Stored items from a collection
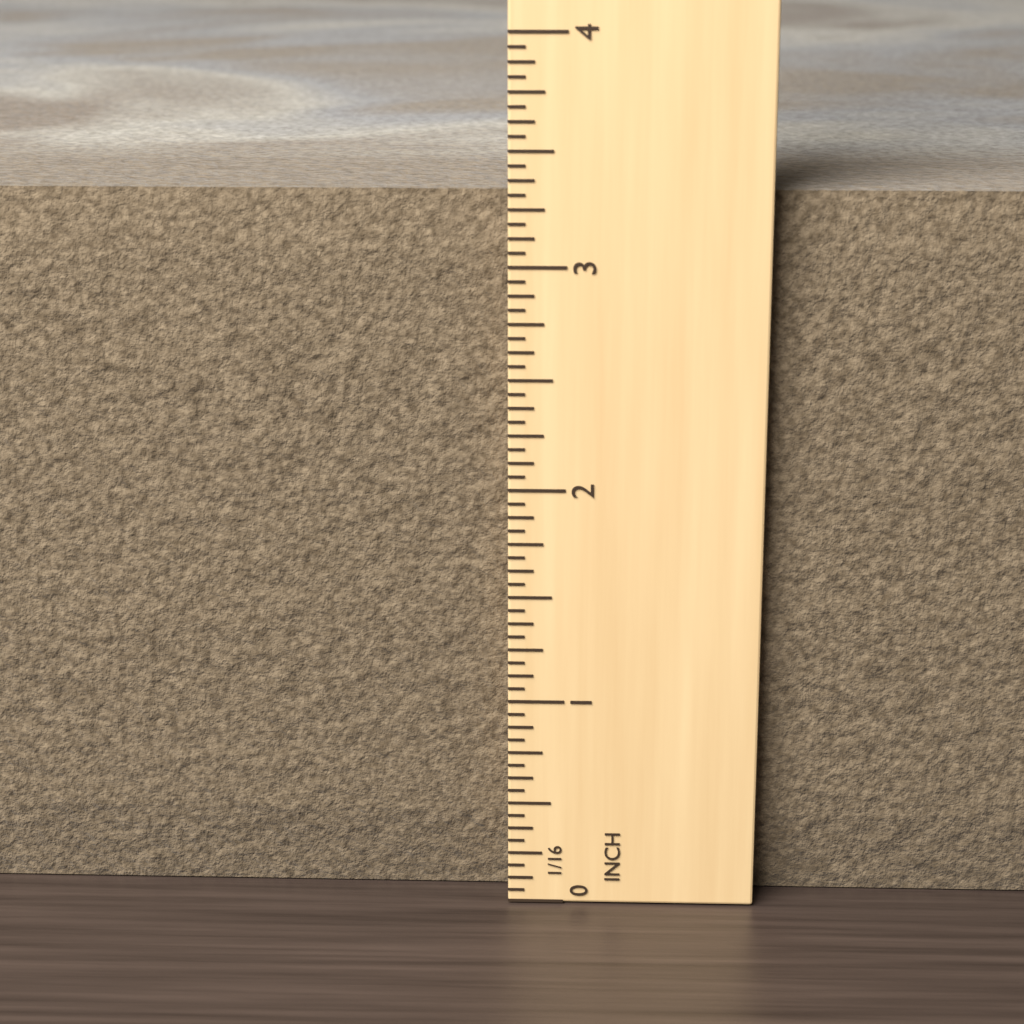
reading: 3.3125 in
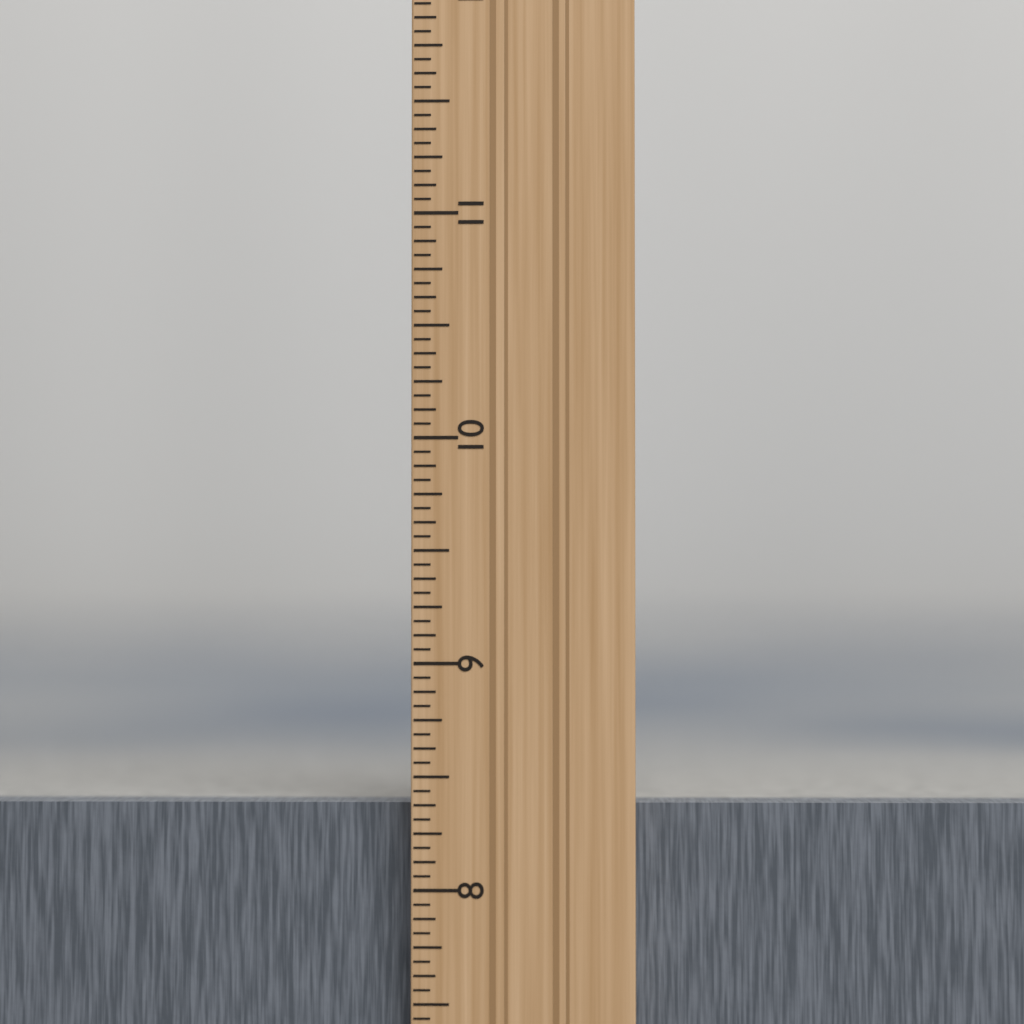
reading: 8.3750 in
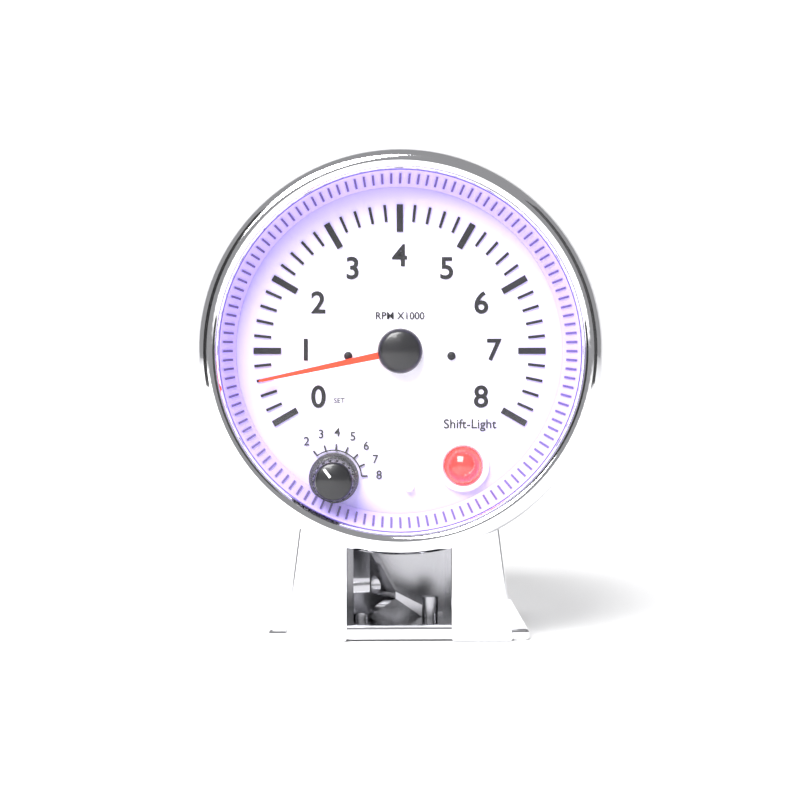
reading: 0.6 RPM x1000
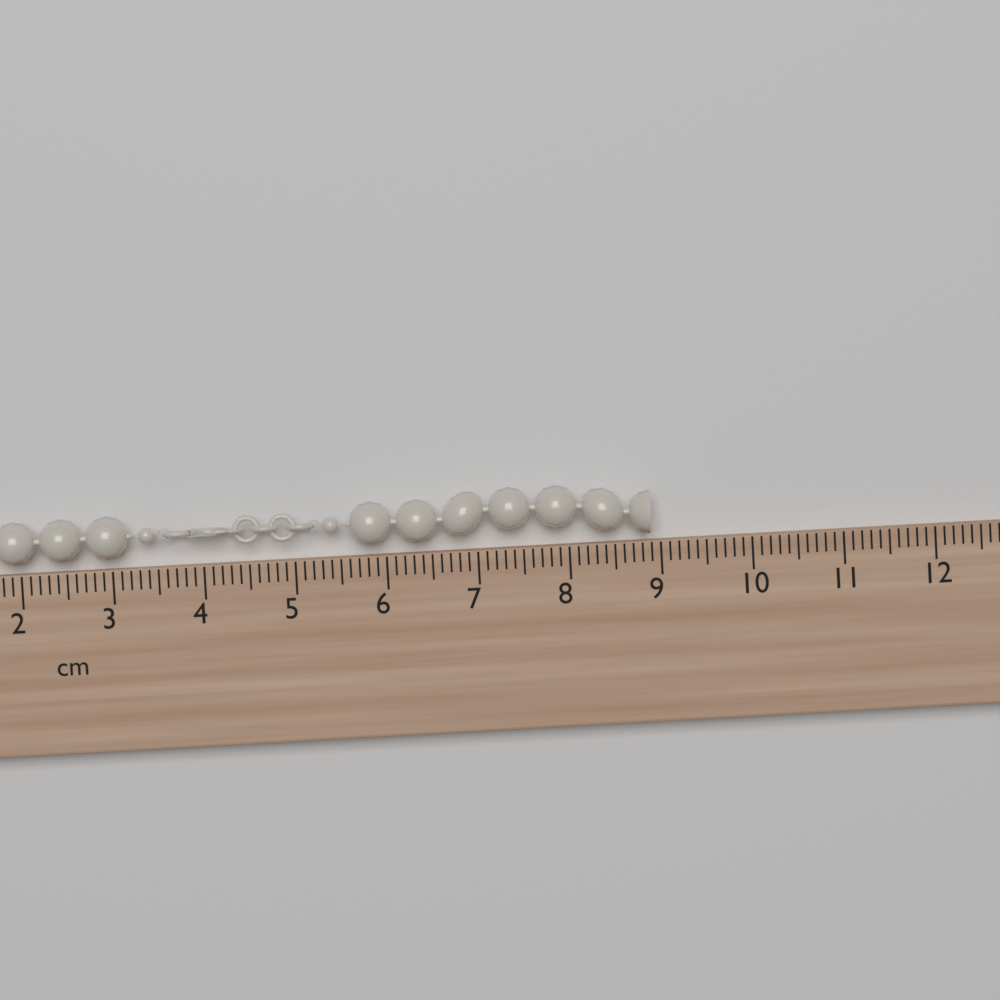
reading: 8.9 cm
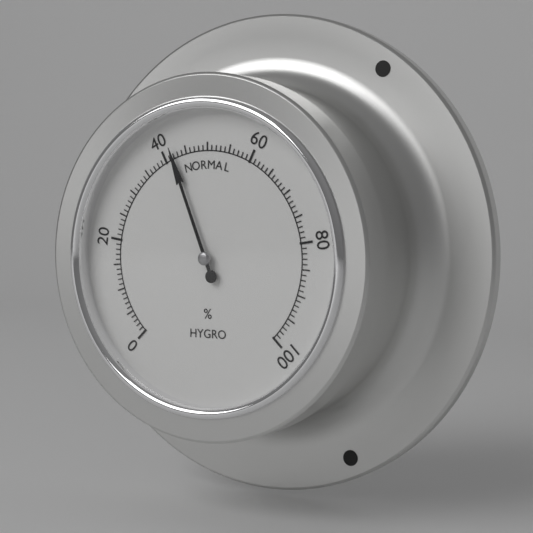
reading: 42 %
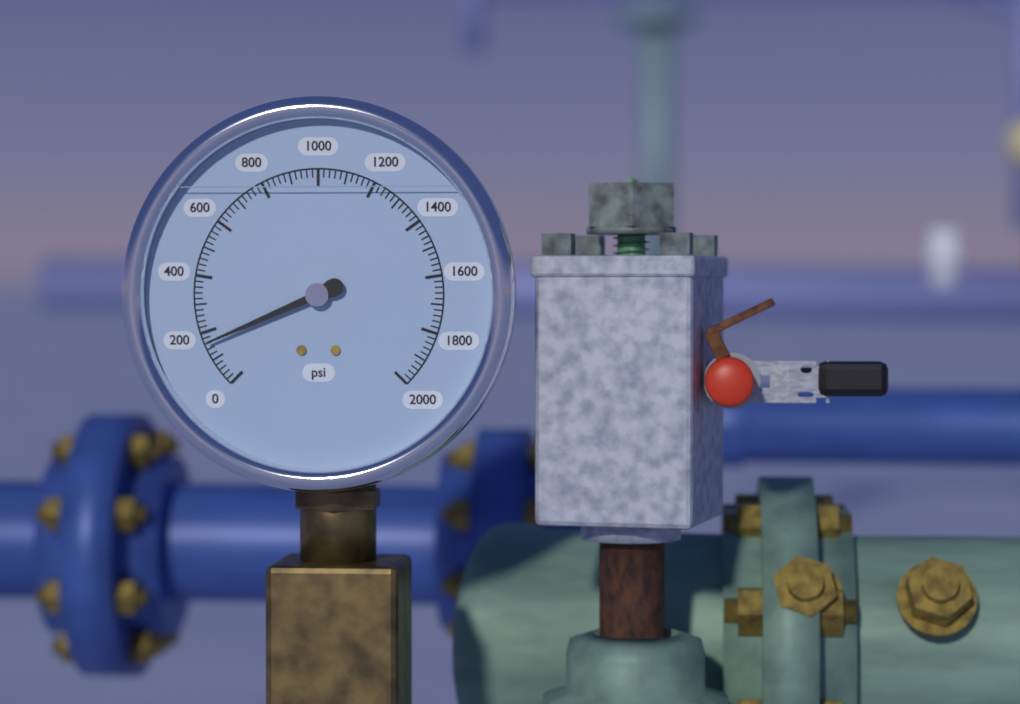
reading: 160 psi
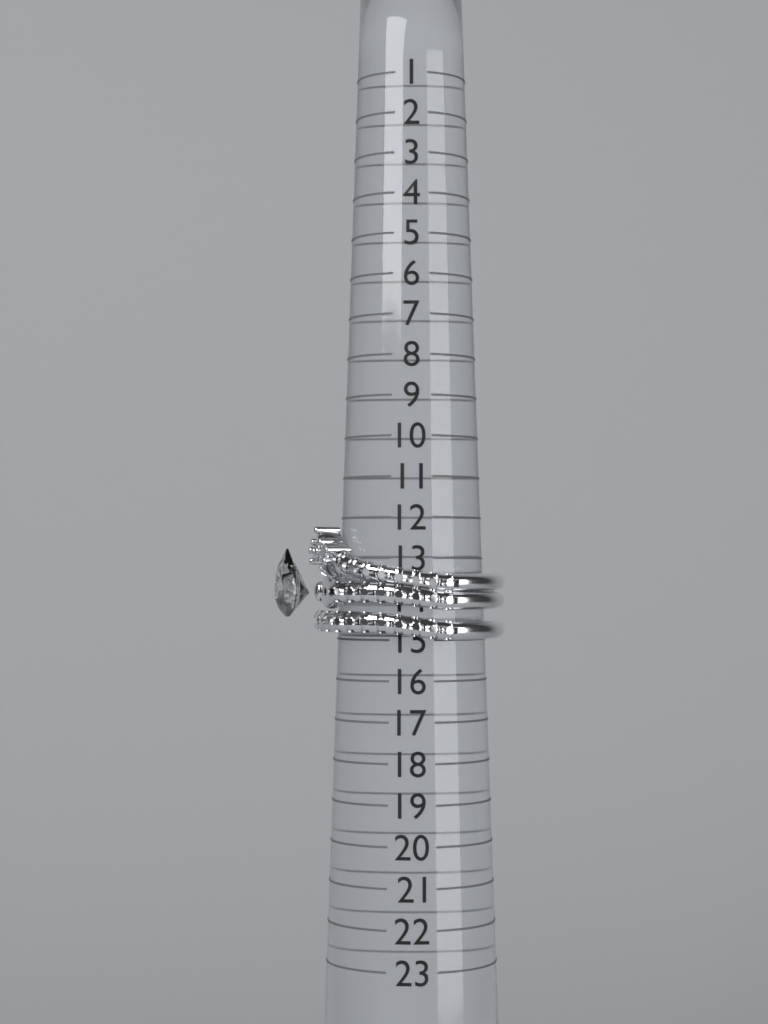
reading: 15 (no unit)
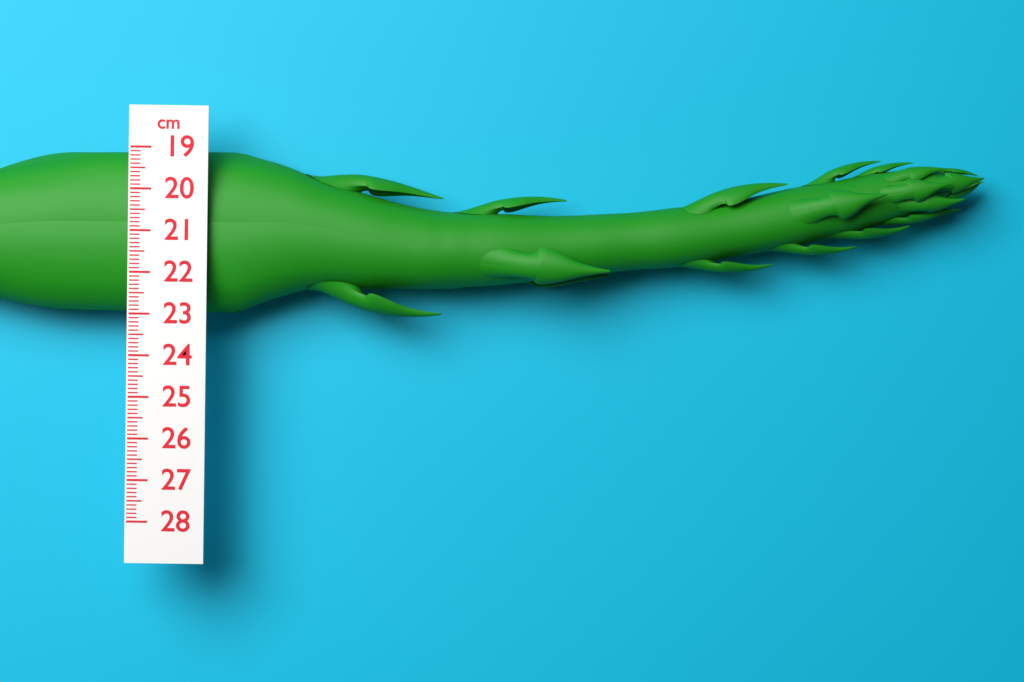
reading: 23.0 cm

■ Your task
Reproduce the records above exactly, excluding every picture.

■ Output
reading: 3.3125 in
reading: 8.3750 in
reading: 0.6 RPM x1000
reading: 8.9 cm
reading: 42 %
reading: 160 psi
reading: 15 (no unit)
reading: 23.0 cm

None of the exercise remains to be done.